Tuesday’s Religion News Roundup: Ailing Pope * Morning-After Pill * Southern Baptist Missionaries

Pope Emeritus Benedict XVI is faring poorly, visitors say. The feds will no longer try to restrict Plan B for young women. Fred Luter wants more Southern Baptist missionaries.

Pope Emeritus Benedict XVI is reportedly in very poor physical health.
Pope Emeritus Benedict XVI is reportedly in very poor physical health.

Pope Emeritus Benedict XVI is reportedly in very poor physical health. Image courtesy of Natursports via Shutterstock. http://shutr.bz/115JlwB

First, let’s just deal with the “nude pope,” that Carnegie Mellon student who paraded naked from the waist down while dressed as the pope from the waist up. There’s a deal on the table to drop the indecent exposure charge in exchange for 80 hours of community service.

Anti-Muslim hecklers shut down a meeting meant to ease tensions between Muslims and non-Muslims in Tennessee, a gathering which attracted Pam Gellar and other professional anti-Muslims.


Keeping tabs on the annual meeting of the Southern Baptist Convention, Adelle Banks writes that President Fred Luter is pushing more in his flock to go on overseas missions, and black members of the denomination in particular.

Tom Krattenmaker writes that some evangelicals are putting aside their complaints about public schools to focus on the needs of struggling public school students. He writes:

If this kind of post-culture wars approach to social engagement becomes a major part of evangelical Christianity’s public face in the years ahead there is cause for optimism.

The federal government will no longer oppose the unrestricted sale of the morning after pill, which will allow girls of any age to get the drug without a prescription. The Family Research Council accuses the Obama administration of caving to political pressure, but did anyone really think the feds’ heart was in this fight in the first place?

Prominent Sunni Muslims in Egypt say they would appreciate it if Pope Francis declared Islam a peaceful religion.

Pope Emeritus Benedict XVI is failing physically, say several people who have recently visited Benedict, who resigned in February. Vatican officials acknowledge that his health has declined, but not as far as the shocked visitors are claiming.

Nelson Mandela is also in rough shape today.

A blogger from Georgetown’s Center for Applied Research in the Apostolate notes that every serious candidate who might challenge Hillary Clinton in 2016 is Catholic.


Don’t try to download it quite yet, but a Wisconsin priest is developing an app called MyConfessor.

In Winnipeg, the archbishop of an orthodox church has pleaded not guilty to charges of sexual assault against two boys.

What’s the Supreme Court going to decide on gay marriage this month? USA Today gives us the consensus guess:

The justices will limit the expansion of gay marriage rights to California, with few if any implications for the rest of the country. Only on the Defense of Marriage Act, most agree, will the court strike a broad blow against discrimination by striking down the ban on federal benefits for married same-sex couples.

As you may know, Uganda is thinking of actually making homosexuality punishable by death. The offspring of a Ugandan immigrant argues that the debate can’t be separated from the fact that the country has also recently discovered that it is sitting on vast reserves of oil.

In case you missed Omar Sacirbey’s latest version of Moozweek, an RNS-exclusive roundup of news about Muslims and Islam, Sacirbey tells of the recent number of ugly, violent attacks on mosques and Muslims in the U.S. 

Just don’t call them rabbis. An Orthodox yeshiva has ordained its first class of female “Spiritual leaders and Halakhic authorities.” Their title: “Maharat.”


Five days before Father’s Day, a Forward writer asks: what’s the stereotype of the Jewish dad? She notes that they didn’t need to ask the stereotype question on Mother’s Day.

From the religion sports pages: Tim Tebow could be going to the New England Patriots.

It was almost, like, really weird, man. Colorado — one of only two states to permit recreational pot — was about to become the only state that forbids the sale of magazines about pot on newsstands. Colorado officials made sure that the magazine law didn’t go into effect.

Are those magazines read? Rolled? You can’t roll the Roundup, but you can have it legally, for free, in whatever state  you happen to reside, and most of the rest of the world too.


Instructions for the task: Search the records below for the word "label", then return every line where it appears.

Recorded information:

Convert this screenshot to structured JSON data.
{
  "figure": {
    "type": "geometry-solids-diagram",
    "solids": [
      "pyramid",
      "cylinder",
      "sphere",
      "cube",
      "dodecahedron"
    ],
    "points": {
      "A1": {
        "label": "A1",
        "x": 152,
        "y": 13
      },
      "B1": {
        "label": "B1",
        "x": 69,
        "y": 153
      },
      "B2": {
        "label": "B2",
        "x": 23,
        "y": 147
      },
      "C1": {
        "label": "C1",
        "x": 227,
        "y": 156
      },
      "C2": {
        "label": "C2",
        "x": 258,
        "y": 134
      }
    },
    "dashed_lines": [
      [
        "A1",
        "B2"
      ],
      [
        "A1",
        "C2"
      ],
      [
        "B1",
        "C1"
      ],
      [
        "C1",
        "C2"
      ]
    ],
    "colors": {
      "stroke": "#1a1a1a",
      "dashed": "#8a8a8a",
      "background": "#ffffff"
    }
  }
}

---

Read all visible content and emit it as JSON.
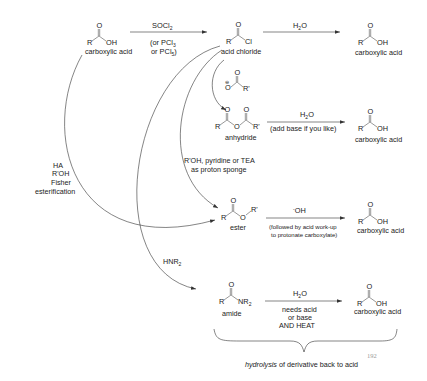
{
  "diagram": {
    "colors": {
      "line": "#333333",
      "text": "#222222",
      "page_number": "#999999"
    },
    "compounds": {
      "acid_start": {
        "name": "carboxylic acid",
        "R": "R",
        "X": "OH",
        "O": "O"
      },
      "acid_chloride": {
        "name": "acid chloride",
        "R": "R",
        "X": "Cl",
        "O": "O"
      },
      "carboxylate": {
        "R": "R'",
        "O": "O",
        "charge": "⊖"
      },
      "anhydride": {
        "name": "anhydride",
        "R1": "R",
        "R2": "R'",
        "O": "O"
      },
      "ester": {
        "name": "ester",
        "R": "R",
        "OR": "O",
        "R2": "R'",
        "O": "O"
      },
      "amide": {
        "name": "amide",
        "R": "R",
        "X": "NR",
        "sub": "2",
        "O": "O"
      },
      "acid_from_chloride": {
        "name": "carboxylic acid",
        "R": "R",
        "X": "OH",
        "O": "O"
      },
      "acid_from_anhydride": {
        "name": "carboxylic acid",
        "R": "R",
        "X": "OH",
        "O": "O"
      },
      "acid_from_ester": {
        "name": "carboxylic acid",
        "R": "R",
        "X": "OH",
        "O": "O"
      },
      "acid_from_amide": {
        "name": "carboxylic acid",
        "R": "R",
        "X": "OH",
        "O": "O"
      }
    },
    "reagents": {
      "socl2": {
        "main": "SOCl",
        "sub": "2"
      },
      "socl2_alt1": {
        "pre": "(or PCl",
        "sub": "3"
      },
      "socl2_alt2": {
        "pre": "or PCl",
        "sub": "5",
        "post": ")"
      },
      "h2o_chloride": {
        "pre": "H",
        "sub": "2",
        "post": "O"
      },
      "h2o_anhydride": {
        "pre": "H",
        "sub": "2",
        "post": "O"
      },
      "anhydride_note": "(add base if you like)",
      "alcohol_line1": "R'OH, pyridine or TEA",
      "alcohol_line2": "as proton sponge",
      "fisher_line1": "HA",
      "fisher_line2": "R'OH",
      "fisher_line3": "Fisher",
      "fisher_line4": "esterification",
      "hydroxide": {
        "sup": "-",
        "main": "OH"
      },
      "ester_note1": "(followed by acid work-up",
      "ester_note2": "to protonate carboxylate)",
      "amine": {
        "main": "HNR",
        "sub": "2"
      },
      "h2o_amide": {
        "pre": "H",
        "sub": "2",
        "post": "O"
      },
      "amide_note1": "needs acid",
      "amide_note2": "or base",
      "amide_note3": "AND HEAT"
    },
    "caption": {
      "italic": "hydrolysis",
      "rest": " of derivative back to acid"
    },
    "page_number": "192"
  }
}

Completed exercise:
        "label": "A1",
        "label": "B1",
        "label": "B2",
        "label": "C1",
        "label": "C2",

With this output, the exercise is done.